In what situation would it be more appropriate for me to use a bitset (STL container) to manage a set of flags rather than having them declared as a number of separate (bool) variables?
Will I get a significant performance gain if I used a bitset for 50 flags rather than using 50 separate bool variables?
Using Clang 10.0 and GCC 10.1, in both cases the array of bools is faster than bitset.
Bitset is a container in C++ Standard Template Library for dealing with data at the bit level. 1. A bitset stores bits (elements with only two possible values: 0 or 1). We can however get the part of a string by providing positions to bitset constructor (Positions are with respect to string position from left to right)
A bit array (also known as bit map, bit set, bit string, or bit vector) is an array data structure that compactly stores bits.
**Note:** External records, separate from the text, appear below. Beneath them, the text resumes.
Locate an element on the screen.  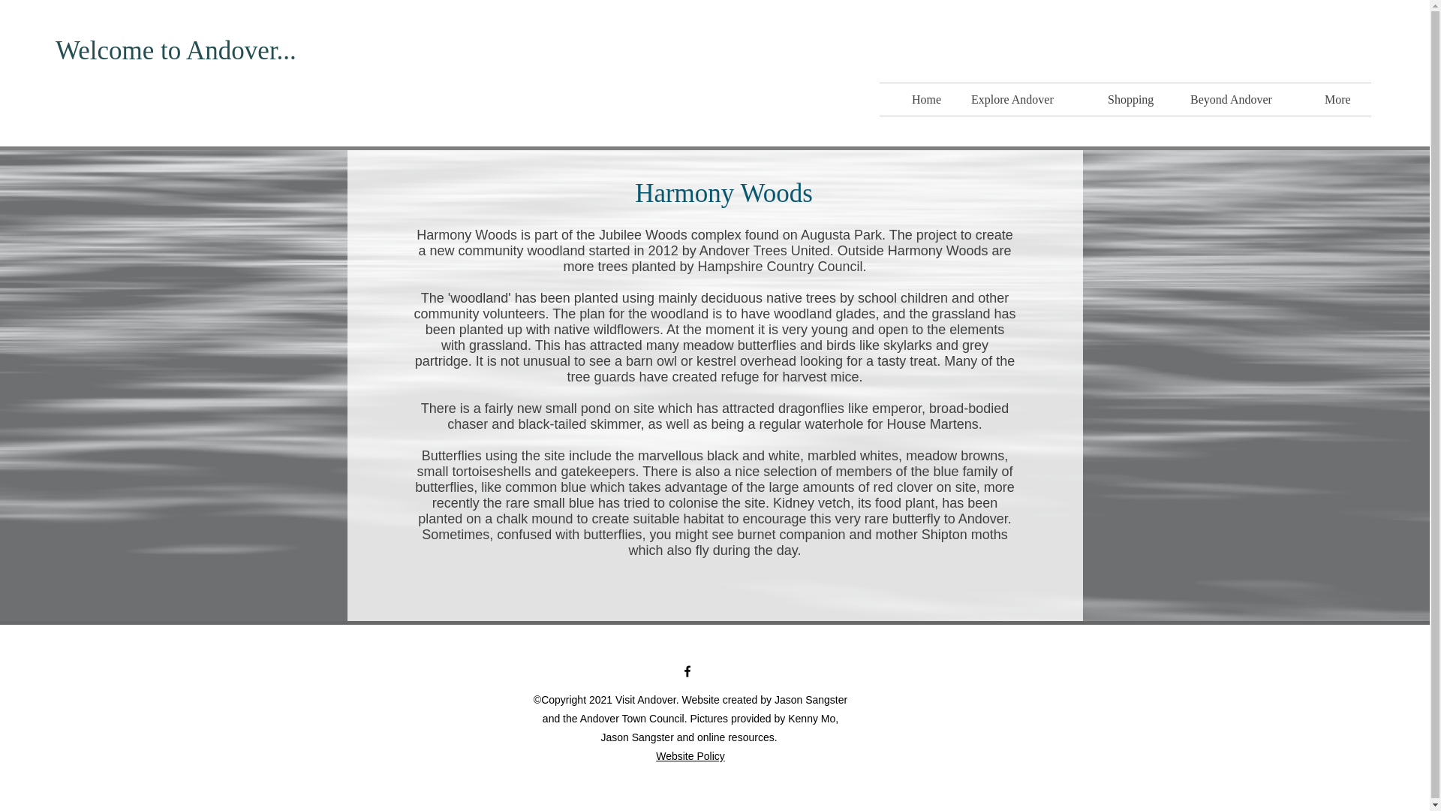
Home is located at coordinates (930, 99).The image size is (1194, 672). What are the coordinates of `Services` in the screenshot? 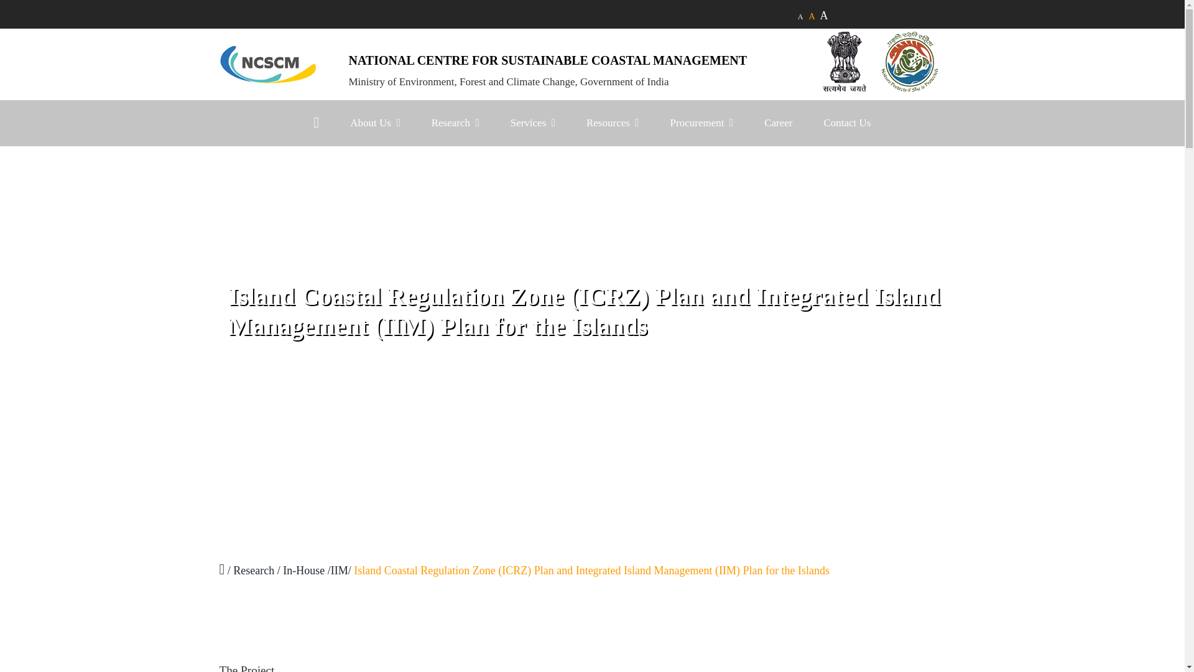 It's located at (532, 123).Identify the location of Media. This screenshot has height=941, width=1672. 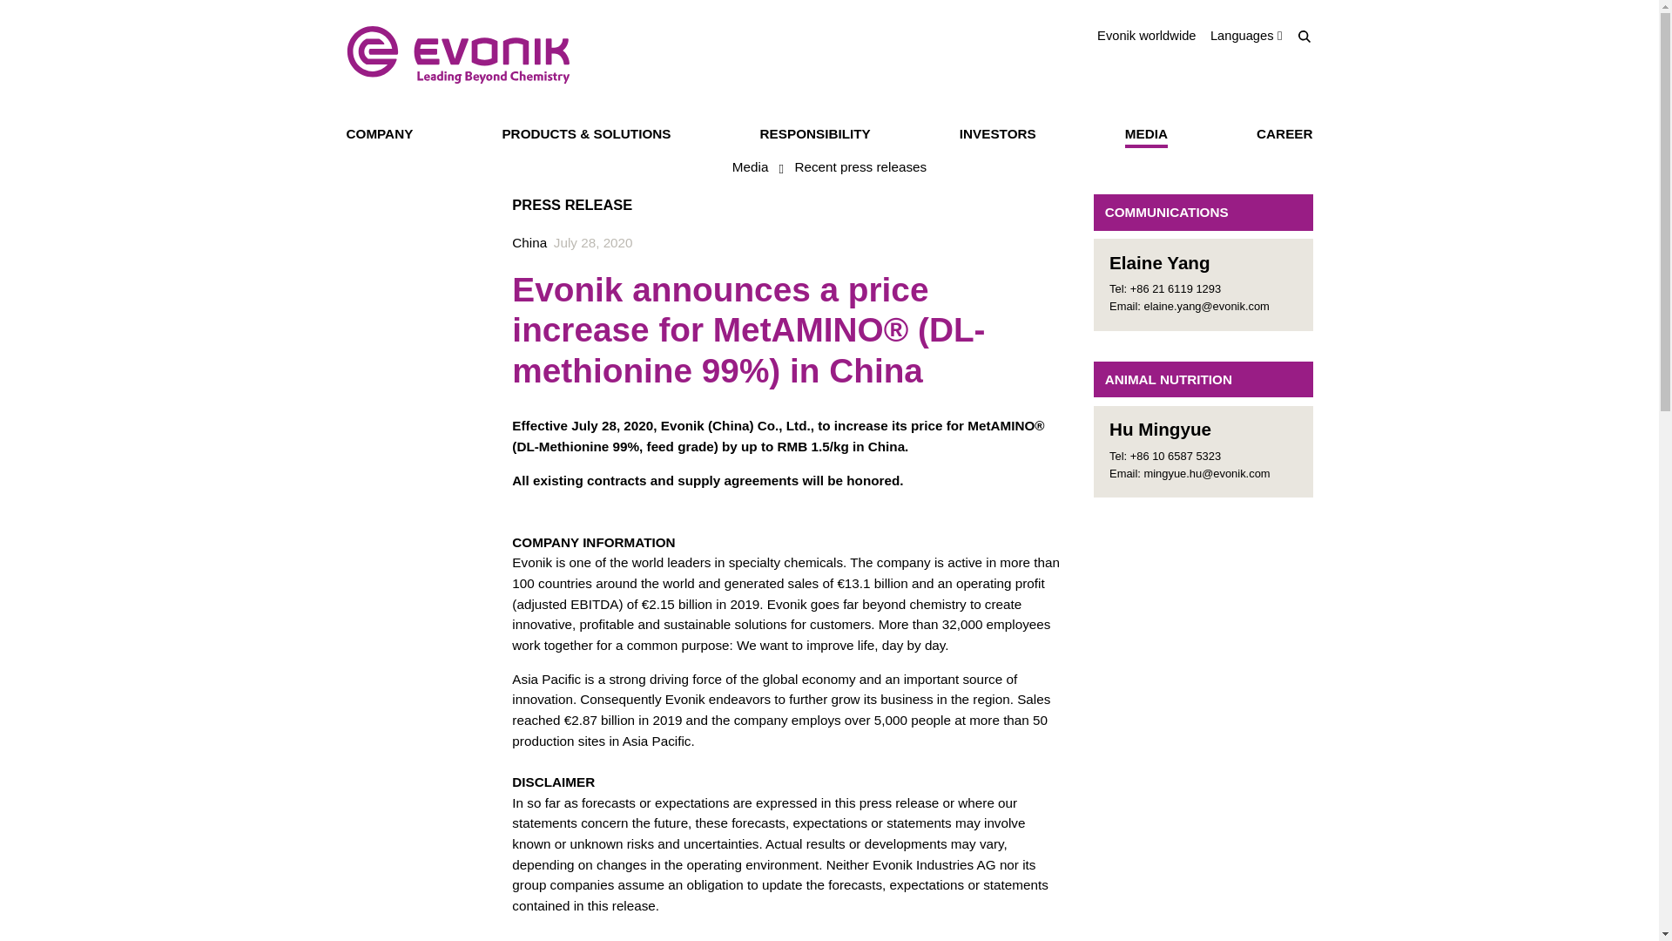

It can be used to implement a simple set data structure.
Implementation: The required implementation can be done easily by maintaining a string of a given size and performing all operations on it by simultaneously keeping a count of 0s and 1s in it. But the flip operation would not be possible in constant time with this approach.
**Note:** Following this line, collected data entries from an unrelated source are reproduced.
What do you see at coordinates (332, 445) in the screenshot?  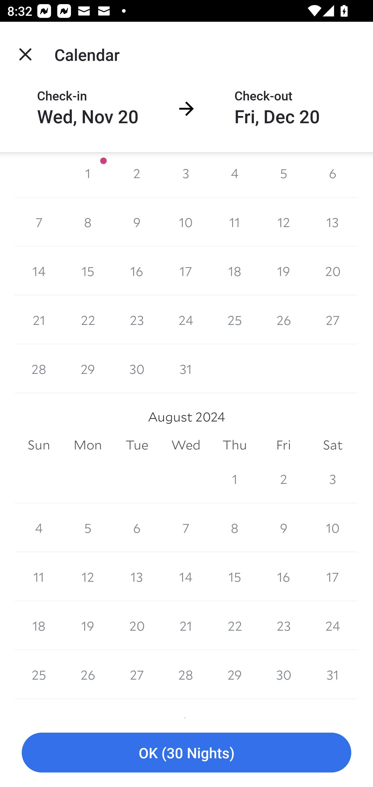 I see `Sat` at bounding box center [332, 445].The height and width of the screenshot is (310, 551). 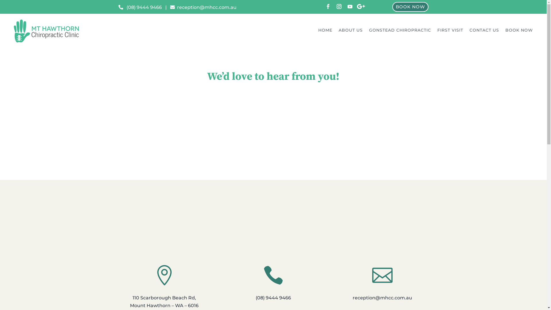 What do you see at coordinates (485, 31) in the screenshot?
I see `CONTACT US` at bounding box center [485, 31].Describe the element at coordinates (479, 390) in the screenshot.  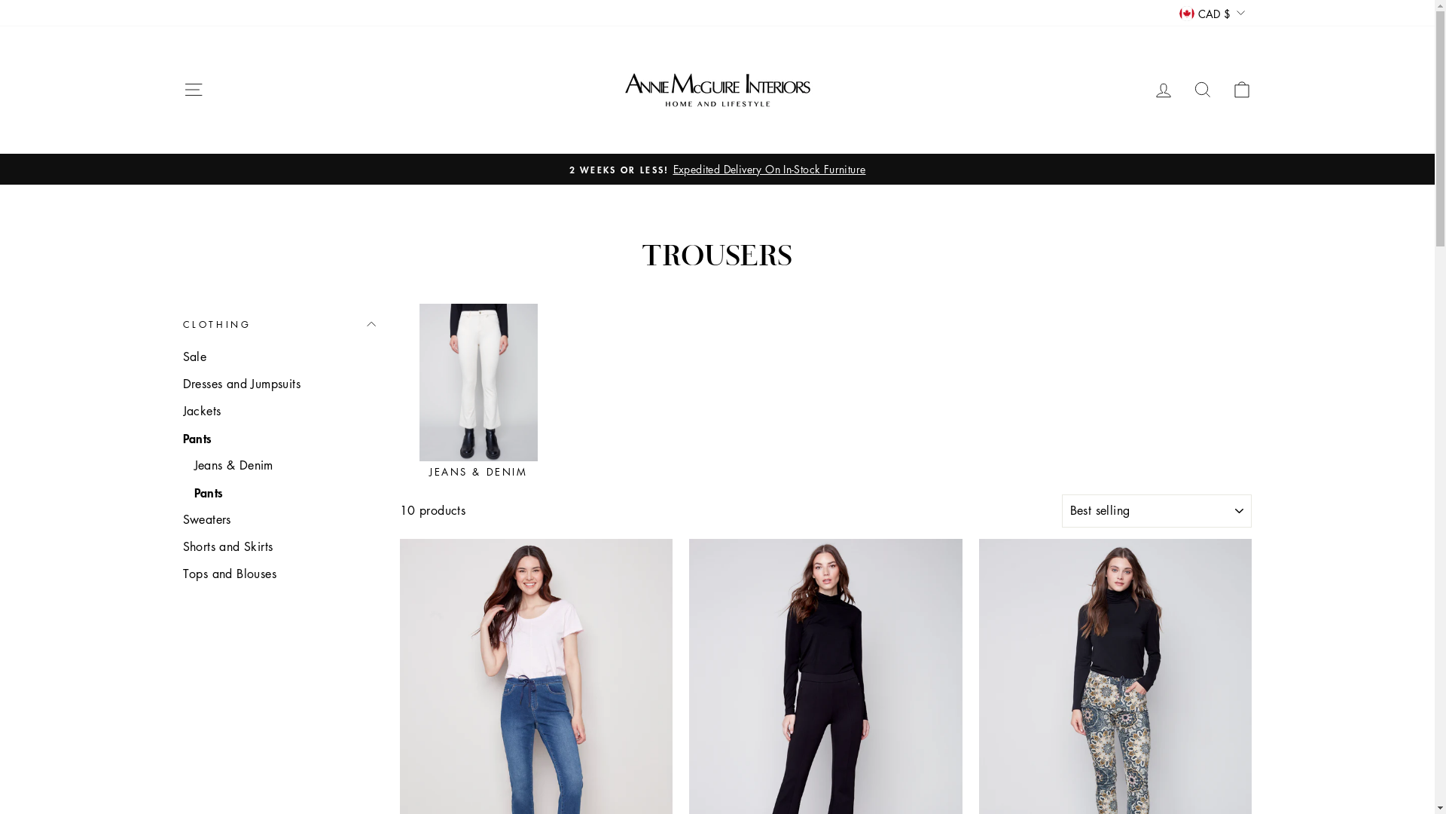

Well, 50 bools as a bitset will take 7 bytes, while 50 bools as bools will take 50 bytes. These days that's not really a big deal, so using bools is probably fine.
However, one place a bitset might be useful is if you need to pass those bools around a lot, especially if you need to return the set from a function. Using a bitset you have less data that has to be moved around on the stack for returns. Then again, you could just use refs instead and have even less data to pass around. :)
std::bitset will give you extra points when you need to serialize / deserialize it. You can just write it to a stream or read from a stream with it. But certainly, the separate bools are going to be faster. They are optimized for this kind of use after all, while a bitset is optimized for space, and has still function calls involved. It will never be faster than separate bools.
op<<
and op>>
Decide on the facts. I, personally, would use std::bitset
for some not-performance critical, and would use bools if I either have only a few bools (and thus it's quite overview-able), or if I need the extra performance.